Description:
William Morris (1834-1896) first book of verse was The Defence of Guenevere in 1858.
In 1862 he founded a firm for the manufacture of furniture, wallpapers, and the like, and in 1890 he set up the Kelmscott Press to print beautifully decorated books. The prose romances A Dream of John Ball in 1888 and News from Nowhere in 1891 reflect his socialist ideology. He also lectured on socialism.
William Morris was born in Walthamstow, London, and educated at Oxford, where he formed a lasting friendship with the Pre-Raphaelite artist Burne-Jones and was influenced bv the art critic Ruskin and the painter and poet Rossetti.
He
William Morris (1834-1896) first book of verse was The Defence of Guenevere in 1858.
In 1862 he founded a firm for the manufacture of furniture, wallpapers, and the like, and in 1890 he set up the Kelmscott Press to print beautifully decorated books. The prose romances A Dream of John Ball in 1888 and News from Nowhere in 1891 reflect his socialist ideology. He also lectured on socialism.
William Morris was born in Walthamstow, London, and educated at Oxford, where he formed a lasting friendship with the Pre-Raphaelite artist Burne-Jones and was influenced bv the art critic Ruskin and the painter and poet Rossetti.
He abandoned his first profession, architecture, to study painting, but had a considerable influence on such architects as Lethaby and Phil
ip Webb. A founder of the Arts and Crafts movement, Morris did much to raise British craft standards.
He published several volumes of verse romances, notably The Life and Death of Jason in 1867 and The Earthly Paradise (1868-1870); a visit to Iceland in 1871 inspired Sigurd the Volsung in 1876 and general interest in the sagas. He joined the Social Democratic Federation in 1883, but left it in 1884 because he found it too moderate, and set up the Socialist League. To this period belong the critical and sociological studies Signs of Change in 1888 and Hopes and Fears for Art in 1892.
Why is William Morris famous?
William Morris was a English designer, socialist, and poet, who shared the Pre-Raphaelite painters' fascination with medieval settings.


- Work task: All pictures are to be dropped, and everything else in the data duplicated exactly.

- Exercise inputs:
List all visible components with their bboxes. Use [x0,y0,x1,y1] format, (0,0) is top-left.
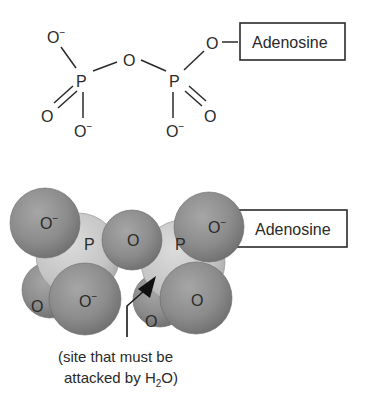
atom-o-ester: O [206,35,218,52]
bond-o-p-left [61,47,76,68]
structural-atoms: O− P O P O O O− O− O Adenosine [41,27,328,140]
atom-p-right: P [169,73,180,90]
atom-o-minus-right: O− [166,121,184,140]
model-atom-o-bridge: O [127,232,139,249]
model-atom-o-bottom-left: O [31,298,43,315]
model-adenosine-label: Adenosine [255,221,331,238]
model-atom-o-bottom-mid: O [145,313,157,330]
atom-o-minus-left: O− [74,121,92,140]
atom-o-double-left: O [41,108,53,125]
double-bond-left-a [54,86,73,103]
pyrophosphate-diagram: O− P O P O O O− O− O Adenosine O− P O P … [0,0,369,394]
adenosine-label: Adenosine [252,34,328,51]
atom-p-left: P [76,73,87,90]
caption-line-2: attacked by H2O) [64,369,178,389]
model-atom-p-left: P [84,236,95,253]
bond-p-o-ester [184,51,204,70]
atom-o-top-left: O− [47,27,65,46]
atom-o-bridge: O [123,52,135,69]
bond-o-bridge-p [141,60,166,71]
bond-p-o-bridge [93,62,117,71]
space-filling-model: O− P O P O− O O− O O Adenosine (site tha… [10,188,347,389]
model-atom-o-bottom-right: O [191,292,203,309]
caption-line-1: (site that must be [58,348,173,365]
double-bond-right-a [189,86,206,101]
model-atom-p-right: P [175,236,186,253]
atom-o-double-right: O [204,108,216,125]
double-bond-left-b [58,91,77,108]
double-bond-right-b [185,91,202,106]
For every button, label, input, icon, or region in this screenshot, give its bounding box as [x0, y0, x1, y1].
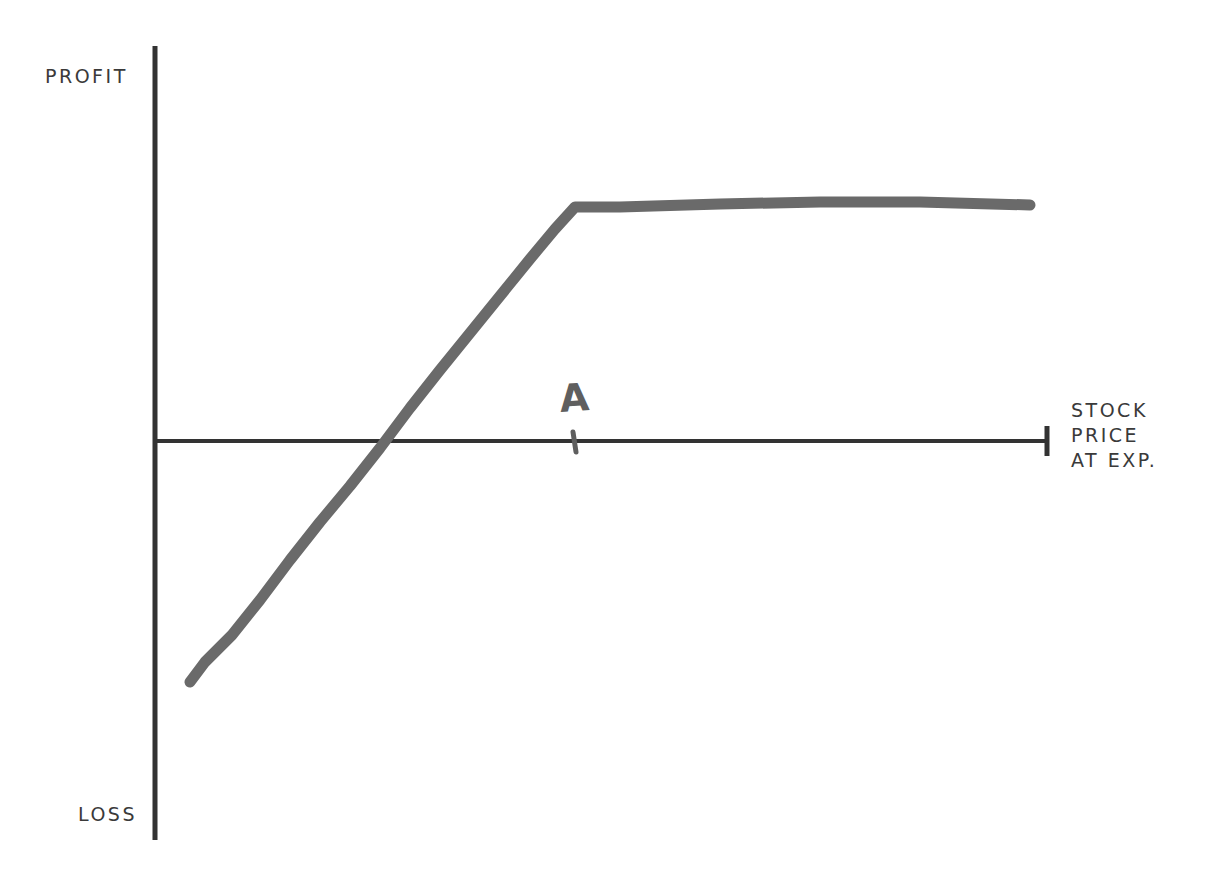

- Written reply:
List all visible components with their bboxes. Use [x0,y0,x1,y1] format, (0,0) is top-left.
atom-o-ester: O [206,35,218,52]
bond-o-p-left [61,47,76,68]
structural-atoms: O− P O P O O O− O− O Adenosine [41,27,328,140]
atom-p-right: P [169,73,180,90]
atom-o-minus-right: O− [166,121,184,140]
model-atom-o-bridge: O [127,232,139,249]
model-atom-o-bottom-left: O [31,298,43,315]
model-adenosine-label: Adenosine [255,221,331,238]
model-atom-o-bottom-mid: O [145,313,157,330]
atom-o-minus-left: O− [74,121,92,140]
atom-o-double-left: O [41,108,53,125]
double-bond-left-a [54,86,73,103]
pyrophosphate-diagram: O− P O P O O O− O− O Adenosine O− P O P … [0,0,369,394]
adenosine-label: Adenosine [252,34,328,51]
atom-p-left: P [76,73,87,90]
caption-line-2: attacked by H2O) [64,369,178,389]
model-atom-p-left: P [84,236,95,253]
bond-p-o-ester [184,51,204,70]
atom-o-top-left: O− [47,27,65,46]
atom-o-bridge: O [123,52,135,69]
bond-o-bridge-p [141,60,166,71]
bond-p-o-bridge [93,62,117,71]
space-filling-model: O− P O P O− O O− O O Adenosine (site tha… [10,188,347,389]
model-atom-o-bottom-right: O [191,292,203,309]
caption-line-1: (site that must be [58,348,173,365]
double-bond-right-a [189,86,206,101]
model-atom-p-right: P [175,236,186,253]
atom-o-double-right: O [204,108,216,125]
double-bond-left-b [58,91,77,108]
double-bond-right-b [185,91,202,106]
For every button, label, input, icon, or region in this screenshot, give its bounding box as [x0, y0, x1, y1].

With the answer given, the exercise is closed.